Director Ari Aster gave us the impressive one-two of Hereditary and Midsommar in 2018/2019. His follow up was the very disappointing Beau is Afraid. He returns now, with his fourth film, Eddington. It is set in 2020 during the COVID-19 pandemic in New Mexico, and it examines the political and social turmoil caused by the contested mayoral election fought between Sheriff Joe Cross (Joaquin Phoenix) and Mayor Ted Garcia (Pedro Pascal).

Whilst this is a step up from Beau is Afraid, on the basis that it is divertingly entertaining, and it is beautifully lensed by Darius Khondji. But it is also a sprawling mess. Cross is a Covid denier, who seems initially benign, bit will actually do anything to gain power. Garcia is a corrupt politician in the pocket of business. As well as those two, Aster takes pot shots at creepy cult leaders, white privilege, liberals who beat themselves up about that privilege and black lives matter protesters, amongst others. 

There are a few moments that made me laugh, but more that fell flat and it is so all over the place, it is hard to decipher what Aster’s point is, other than we are all hypocrites. Unfortunately, that will mean that anyone watching will cherry pick the critiques that back up their already established point of view. 

Phoenix is an actor who I often think is over praised but this is one of the very best of his performances as he mentally and physically disintegrates as the story develops and he catches Covid. Emma Stone plays his wife but her strange subplot feels superfluous, and in a film that is overstretched at two and a half hours, she did not need to be there.

In the end it is a curious movie, that I sort of enjoyed, despite its many flaws, but would have no interest in seeing again.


WORK ITEM
Give back each record precisely, pictures excluded.

DATA

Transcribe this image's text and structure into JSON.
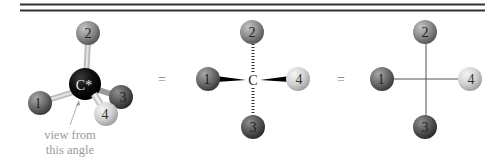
{
  "figure": {
    "left": {
      "center_label": "C*",
      "spheres": [
        {
          "id": "1",
          "label": "1"
        },
        {
          "id": "2",
          "label": "2"
        },
        {
          "id": "3",
          "label": "3"
        },
        {
          "id": "4",
          "label": "4"
        }
      ],
      "annotation_line1": "view from",
      "annotation_line2": "this angle"
    },
    "equals1": "=",
    "middle": {
      "center_label": "C",
      "spheres": [
        {
          "id": "1",
          "label": "1"
        },
        {
          "id": "2",
          "label": "2"
        },
        {
          "id": "3",
          "label": "3"
        },
        {
          "id": "4",
          "label": "4"
        }
      ]
    },
    "equals2": "=",
    "right": {
      "spheres": [
        {
          "id": "1",
          "label": "1"
        },
        {
          "id": "2",
          "label": "2"
        },
        {
          "id": "3",
          "label": "3"
        },
        {
          "id": "4",
          "label": "4"
        }
      ]
    },
    "colors": {
      "sphere1": "#6e6e6e",
      "sphere2": "#8c8c8c",
      "sphere3": "#5a5a5a",
      "sphere4": "#d4d4d4",
      "carbon": "#0c0c0c",
      "bond": "#c8c8c8",
      "annotation": "#9a9a9a"
    }
  }
}
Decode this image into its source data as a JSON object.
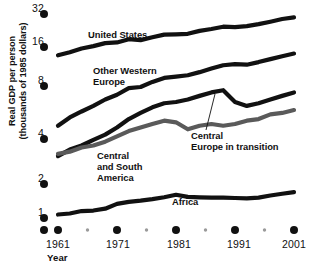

ANSWER BOX
Transcribe this image's text and structure into JSON.
{
  "figure": {
    "left": {
      "center_label": "C*",
      "spheres": [
        {
          "id": "1",
          "label": "1"
        },
        {
          "id": "2",
          "label": "2"
        },
        {
          "id": "3",
          "label": "3"
        },
        {
          "id": "4",
          "label": "4"
        }
      ],
      "annotation_line1": "view from",
      "annotation_line2": "this angle"
    },
    "equals1": "=",
    "middle": {
      "center_label": "C",
      "spheres": [
        {
          "id": "1",
          "label": "1"
        },
        {
          "id": "2",
          "label": "2"
        },
        {
          "id": "3",
          "label": "3"
        },
        {
          "id": "4",
          "label": "4"
        }
      ]
    },
    "equals2": "=",
    "right": {
      "spheres": [
        {
          "id": "1",
          "label": "1"
        },
        {
          "id": "2",
          "label": "2"
        },
        {
          "id": "3",
          "label": "3"
        },
        {
          "id": "4",
          "label": "4"
        }
      ]
    },
    "colors": {
      "sphere1": "#6e6e6e",
      "sphere2": "#8c8c8c",
      "sphere3": "#5a5a5a",
      "sphere4": "#d4d4d4",
      "carbon": "#0c0c0c",
      "bond": "#c8c8c8",
      "annotation": "#9a9a9a"
    }
  }
}
Decode this image into its source data as a JSON object.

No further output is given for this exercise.